Russian President Vladimir Putin gave a warning to Israel Prime Minister Benjamin Netanyahu that Russia would not tolerate further Israeli attacks on Damascus and would respond. In his phone call to Netanyahu, the Russian leader advised the prime minister to make sure to keep this in mind. (thesantosrepublic.com)

by Staff Reporter

June 4, 2013 (TSR) – Russian President Vladimir Putin will ban foreign homosexual couples from adopting Russian children, the government has confirmed, reported by British Daily Mail.

An amendment restricting foreign adoptions to ‘traditional’ families will be submitted to parliament in its autumn session by the government, Alexei Levchenko, a spokesman for Deputy Prime Minister Olga Golodets, said on Saturday.

The ban underscores a growing rift between Russia and the West over gay rights.

Putin said in April that a French law allowing same-sex marriage went against traditional Russian values and signalled Moscow would take steps to ensure gay couples from abroad did not adopt Russian orphans.

Russian legislation sets several requirements for adoptive parents from abroad such as sufficient income and a clean criminal record. But it does not mention sexual orientation or address the issue of same-sex couples.

Putin has frequently championed socially conservative values and courted the conservative Russian Orthodox Church during a new term he started in May 2012, after a series of large street protests by mostly liberal Russians in big cities.

Homosexuality, punished with jail terms in the Soviet Union, was decriminalised in Russia in 1993, but prejudice runs deep. There are no laws protecting against discrimination or harassment on the basis of sexual orientation or gender identity.

In June 2012, Moscow courts enacted a hundred-year ban on gay pride parades.

The secretary-general of the Council of Europe, Thorbjørn Jagland, a Norwegian politician for the Labour Party and also the Chairman of the Norwegian Nobel Committee (since 2009), responsible for awarding the Nobel Peace Prize, demanded that Russia, as a signatory, must allow LGBT rallies and that it should protect the rights of citizens wishing to hold public rallies.

A poll by the independent Levada Center found that 38 per cent of Russians believe gay people need medical treatment and another 13 per cent said they should face prosecution.

A March poll found that 85 per cent opposed same-sex marriage.

Putin says Russia does not discriminate, but he has criticised gay people for not adding to Russia’s population and the ruling United Russia party is backing legislation activists say will amount to a prohibition on public support for gay rights.

Western governments have criticised the legislation and Putin faced protests by supporters of gay rights on a visit in April to the Netherlands, the first country to allow same-sex marriage.

Russian gay rights activists say Putin’s statements and the legislation encourage discrimination against homosexuals.

The brutal killing last month of a man investigators said had told drinking partners he was gay has fuelled fears of more violence.

Last month, the  naked and beaten body of a 23-year-old man, identified as Vladislav Tornovo, who was raped with beer bottles, was found in the courtyard of an apartment building in Volgograd.

The murder has been noted by gay rights activists, who have said that it signals a rise in the numbers of violent attacks against gay people, and that an anti-gay “propaganda” bill currently in the Russian Duma, and which is backed by President Vladimir Putin, is adding to the anti-gay atmosphere.

Rights campaigners say Russian orphanages are rife with criminal violations, including sexual abuse.

But Olga Batalina, a lawmaker with the ruling United Russia party, said last week that adoption by same-sex families should not be an option.

Russia banned all adoptions by Americans this year in a dispute with the United States over human rights.

About 60,000 children have been adopted by Americans in the past two decades, and many Russians disagree with the ban, seeing it as a politically driven move depriving children of a chance to have a family.

Last month, a Russian report commissioned by Putin’s government found so-called ‘psychological damage’ suffered by a boy who was adopted by two gay women in the U.S.

Russian authorities accused Marcia Ann Brandt of deliberately deceiving them when she adopted Yegor Shabatalov from an orphanage in Siberia in 2007 when he was five years old.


▶ **Task directions**
Apart from the pictures, every entry below must be given again exactly.

*** Begin section ***

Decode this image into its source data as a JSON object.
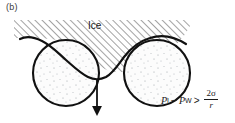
{
  "figure": {
    "panel_label": "(b)",
    "ice_label": "Ice",
    "arrow_direction": "down",
    "colors": {
      "outline": "#1a1a1a",
      "hatch": "#555555",
      "grain_fill": "#fbfbfb",
      "stipple": "#9aa0a6",
      "text": "#1a1a1a",
      "panel_label": "#3a3a3a",
      "background": "#ffffff"
    }
  },
  "formula": {
    "pressure_ice": "P",
    "pressure_ice_sub": "I",
    "minus": "−",
    "pressure_water": "P",
    "pressure_water_sub": "W",
    "relation": ">",
    "numerator": "2σ",
    "denominator": "r",
    "plain_text": "P_I − P_W > 2σ/r"
  }
}
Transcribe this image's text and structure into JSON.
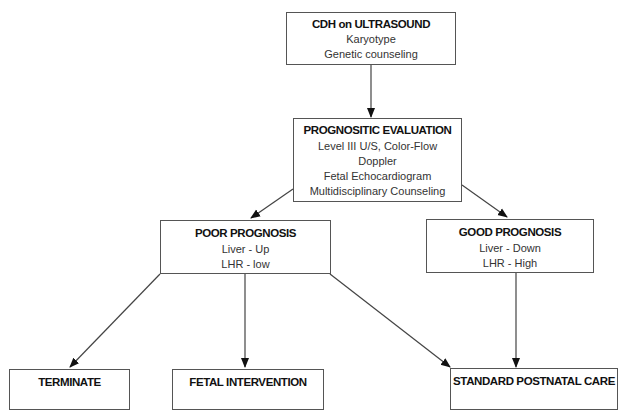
{
  "diagram": {
    "nodes": {
      "cdh": {
        "title": "CDH on ULTRASOUND",
        "lines": [
          "Karyotype",
          "Genetic counseling"
        ]
      },
      "evaluation": {
        "title": "PROGNOSITIC EVALUATION",
        "lines": [
          "Level III U/S, Color-Flow",
          "Doppler",
          "Fetal Echocardiogram",
          "Multidisciplinary Counseling"
        ]
      },
      "poor": {
        "title": "POOR PROGNOSIS",
        "lines": [
          "Liver - Up",
          "LHR - low"
        ]
      },
      "good": {
        "title": "GOOD PROGNOSIS",
        "lines": [
          "Liver - Down",
          "LHR - High"
        ]
      },
      "terminate": {
        "title": "TERMINATE"
      },
      "fetal_intervention": {
        "title": "FETAL INTERVENTION"
      },
      "postnatal": {
        "title": "STANDARD POSTNATAL CARE"
      }
    },
    "edges": [
      {
        "from": "cdh",
        "to": "evaluation"
      },
      {
        "from": "evaluation",
        "to": "poor"
      },
      {
        "from": "evaluation",
        "to": "good"
      },
      {
        "from": "poor",
        "to": "terminate"
      },
      {
        "from": "poor",
        "to": "fetal_intervention"
      },
      {
        "from": "poor",
        "to": "postnatal"
      },
      {
        "from": "good",
        "to": "postnatal"
      }
    ],
    "colors": {
      "stroke": "#555555",
      "arrow": "#111111",
      "text": "#1a1a1a"
    }
  }
}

*** End section ***

▶ **Reply**
Decode this image into its source data as a JSON object.
{
  "figure": {
    "panel_label": "(b)",
    "ice_label": "Ice",
    "arrow_direction": "down",
    "colors": {
      "outline": "#1a1a1a",
      "hatch": "#555555",
      "grain_fill": "#fbfbfb",
      "stipple": "#9aa0a6",
      "text": "#1a1a1a",
      "panel_label": "#3a3a3a",
      "background": "#ffffff"
    }
  },
  "formula": {
    "pressure_ice": "P",
    "pressure_ice_sub": "I",
    "minus": "−",
    "pressure_water": "P",
    "pressure_water_sub": "W",
    "relation": ">",
    "numerator": "2σ",
    "denominator": "r",
    "plain_text": "P_I − P_W > 2σ/r"
  }
}
Transcribe this image's text and structure into JSON.
{
  "diagram": {
    "nodes": {
      "cdh": {
        "title": "CDH on ULTRASOUND",
        "lines": [
          "Karyotype",
          "Genetic counseling"
        ]
      },
      "evaluation": {
        "title": "PROGNOSITIC EVALUATION",
        "lines": [
          "Level III U/S, Color-Flow",
          "Doppler",
          "Fetal Echocardiogram",
          "Multidisciplinary Counseling"
        ]
      },
      "poor": {
        "title": "POOR PROGNOSIS",
        "lines": [
          "Liver - Up",
          "LHR - low"
        ]
      },
      "good": {
        "title": "GOOD PROGNOSIS",
        "lines": [
          "Liver - Down",
          "LHR - High"
        ]
      },
      "terminate": {
        "title": "TERMINATE"
      },
      "fetal_intervention": {
        "title": "FETAL INTERVENTION"
      },
      "postnatal": {
        "title": "STANDARD POSTNATAL CARE"
      }
    },
    "edges": [
      {
        "from": "cdh",
        "to": "evaluation"
      },
      {
        "from": "evaluation",
        "to": "poor"
      },
      {
        "from": "evaluation",
        "to": "good"
      },
      {
        "from": "poor",
        "to": "terminate"
      },
      {
        "from": "poor",
        "to": "fetal_intervention"
      },
      {
        "from": "poor",
        "to": "postnatal"
      },
      {
        "from": "good",
        "to": "postnatal"
      }
    ],
    "colors": {
      "stroke": "#555555",
      "arrow": "#111111",
      "text": "#1a1a1a"
    }
  }
}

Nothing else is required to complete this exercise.